Small business owners hide many things from public view, because they can. It is not surprising that Republicans use “small business” as a shill and a ruse to protect their constituents from taxation they deserve and can afford.

Geithner says GOP wrong, ending tax cuts for wealthy won't hurt small business

By Brady Dennis

Washington Post Staff Writer
Thursday, August 5, 2010

Treasury Secretary Timothy F. Geithner pushed back hard Wednesday against GOP criticism that allowing tax cuts to expire for the wealthiest Americans could harm small businesses.

Senate Republicans held a news conference Wednesday afternoon with a trio of small-business owners to blast the Obama administration's plan to allow Bush-era tax cuts for the wealthiest 2 percent of Americans to expire at the end of the year, while extending only those that apply to middle-class families. They argued that more than half of all small-business income would be hit by the increase, potentially imperiling businesses that employ as many as 30 million workers.

"The impact of all this taxation, regulation and, yes, litigation as well, has a deterrent effect on what we all would like to do, and that is to create jobs," said Senate Minority Leader Mitch McConnell (R-Ky.).

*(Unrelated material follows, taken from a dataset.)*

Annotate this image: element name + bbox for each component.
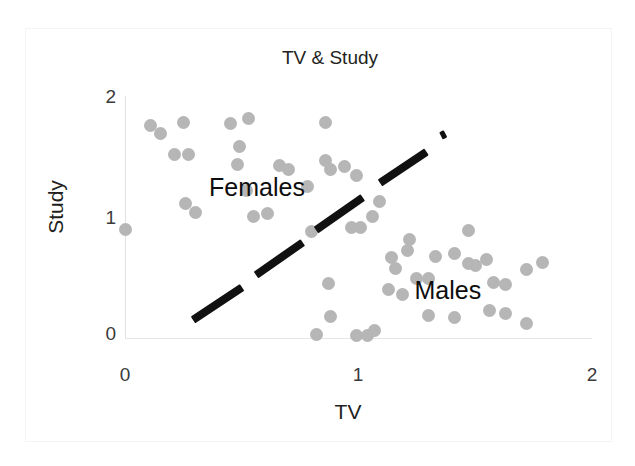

Hours later, in a speech at the Center for American Progress, Geithner called the GOP effort "a political argument masquerading as substance." He said letting the top-level tax cuts expire would affect fewer than 3 percent of small businesses, leaving the vast majority untouched. He also suggested that Republicans are using a misleading definition of "small business." According to the GOP's definition, Geithner said, a small business could include partners in a major law firm and directors of a large financial company.

"If you actually want to help small businesses get needed tax relief as opposed to using them as a cover for supporting tax cuts for the most well-off," he said, "those people should be supporting Senate passage of the Small Business Jobs Act this week." The bill is stalled, and aides said it may not pass until after the August break.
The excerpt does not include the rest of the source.